To resist further adjudication of the charge, “New Georgia filed a civil-rights action in federal district court against the Georgia Attorney General and the members of the Commission . . . claiming that the Act violated the First and Fourteenth Amendments, both on its face and as applied.” A month after New Geogia commenced its action, “the Georgia Attorney General formally transferring the enforcement action to the Office of State Administrative Hearings (‘OSAH’) for an evidentiary hearing.”

The district court entered a preliminary injunction against the state, holding that the Act’s mandates “weren’t sufficiently tailored and swept too broadly” to pass First Amendment muster.

On appeal, the Eleventh Circuit dismisses the action, holding that the federal court should have allowed the state proceeding to reach its conclusion before acting. The panel holds that, for Younger abstention purposes, the state campaign-finance proceeding against New Georgia was “ongoing” on the date of the “reasonable grounds” finding and thus was pending when New Georgia filed its federal action.

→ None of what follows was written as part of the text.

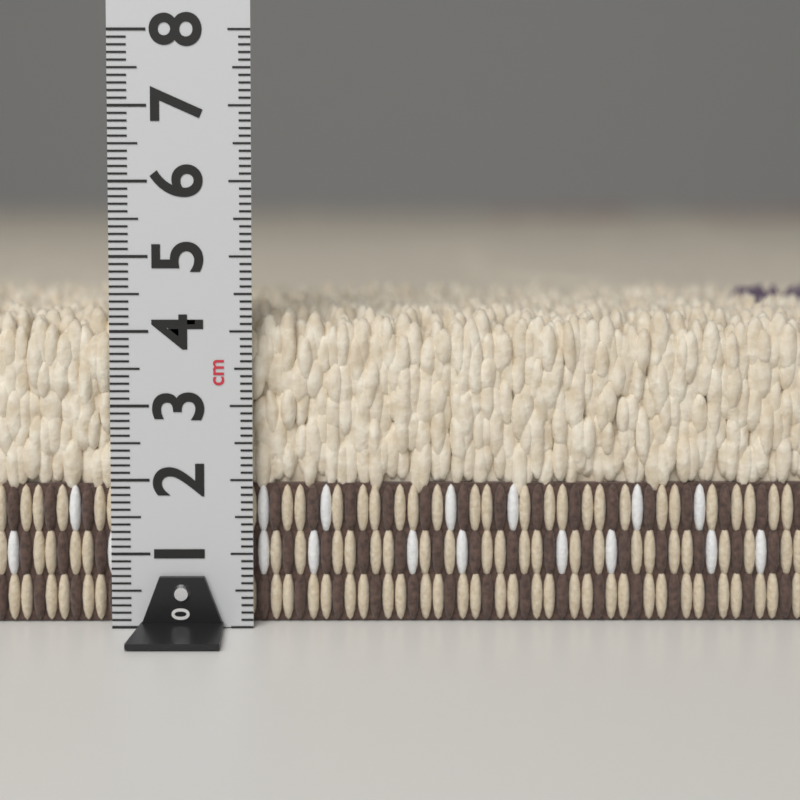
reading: 4.3 cm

Moreover, the panel finds that the district court had engaged in no “proceedings of substance on the merits” by the time the state Attorney General formally transferred the state proceeding to the OSAH. Thus, under Younger principles, the district court was obliged to step aside in the interests of federalism and deference until the state concluded its ongoing action.

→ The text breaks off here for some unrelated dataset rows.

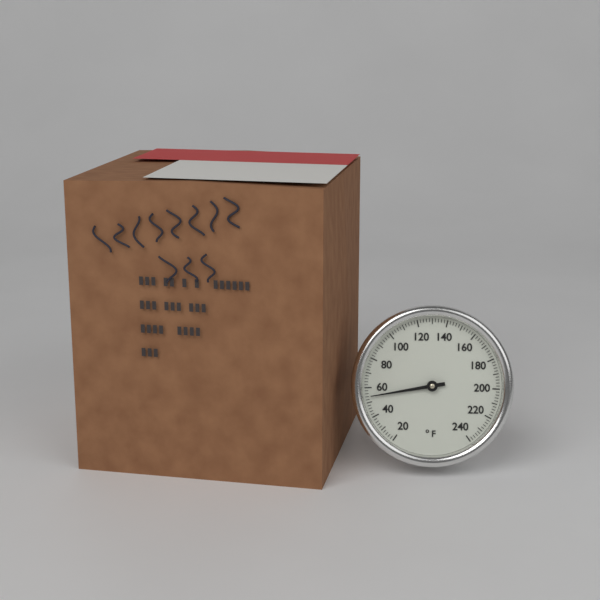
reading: 54 °F
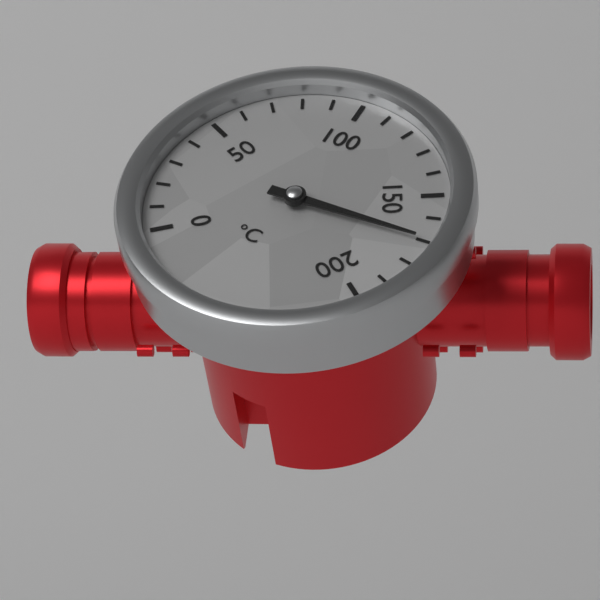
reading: 170 °C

The panel also rejects an argument that application of Younger to this case would abrade the organization’s First Amendment rights:

“New Georgia asserts that the First Amendment is just different—uniquely resistant to the principles of Younger and Hicks: ‘[T]his Court,’ New Georgia says, ‘has been particularly reluctant to order abstention based on post-filing events in cases . . . involving a facial or as-applied challenge to a state statute on First Amendment free speech grounds.’ Br. of Appellee at 23 (quotation marks omitted). And to be sure, we have recognized (albeit in dicta) that in the First Amendment context we can consider ‘the costs of duplication and delay caused by Younger as we calibrate how broadly or narrowly to define proceedings of substance on the merits under Hicks [v. Miranda, 422 U.S. 332 (1975)]’ . . . . Even so, we have clarified that ‘First Amendment concerns do not, in themselves, provide a federal court with justification for interfering with a pending state criminal proceeding’ . . . . And indeed, many of the decisions in which the Supreme Court recognized and then expanded abstention doctrine—including, most notably, Younger and Hicks—were First Amendment cases.”

Judge Rosenbaum, concurring, accepts that the panel majority faithfully applies the prevailing Younger law, but worries that—over the decades—expansion of the doctrine has “prevent[ed] those who seek to exercise their right to engage in core political speech from meaningfully doing so” in the face of state law-enforcement actions. “In practice, this means that parties who want to vindicate their First Amendment right to speak may have to wait years before any institution considers that right.”

“Take New Georgia Project as an example. It first asserted its First Amendment rights in 2019 when the Commission issued a subpoena for its financial records. But neither the Commission nor the Georgia state courts considered the merits of New Georgia’s First Amendment claim in the three years between that subpoena and the start of this suit. And now we are forced to abstain under Younger. So New Georgia Project must wait even longer before any institution considers its right to engage in core political speech— during an election, no less!”

“In short, Younger has evolved to allow states to impose a state-exhaustion requirement on those trying to exercise core First Amendment rights. Perhaps we are meant to just put up with this result in the large majority of cases . . . . But in cases like this one, when the federal plaintiff seeks to vindicate its right to engage in political speech during election time, Younger silences that plaintiff—ironically in the name of federalism. In my view, it is time for the Younger doctrine to be reexamined.”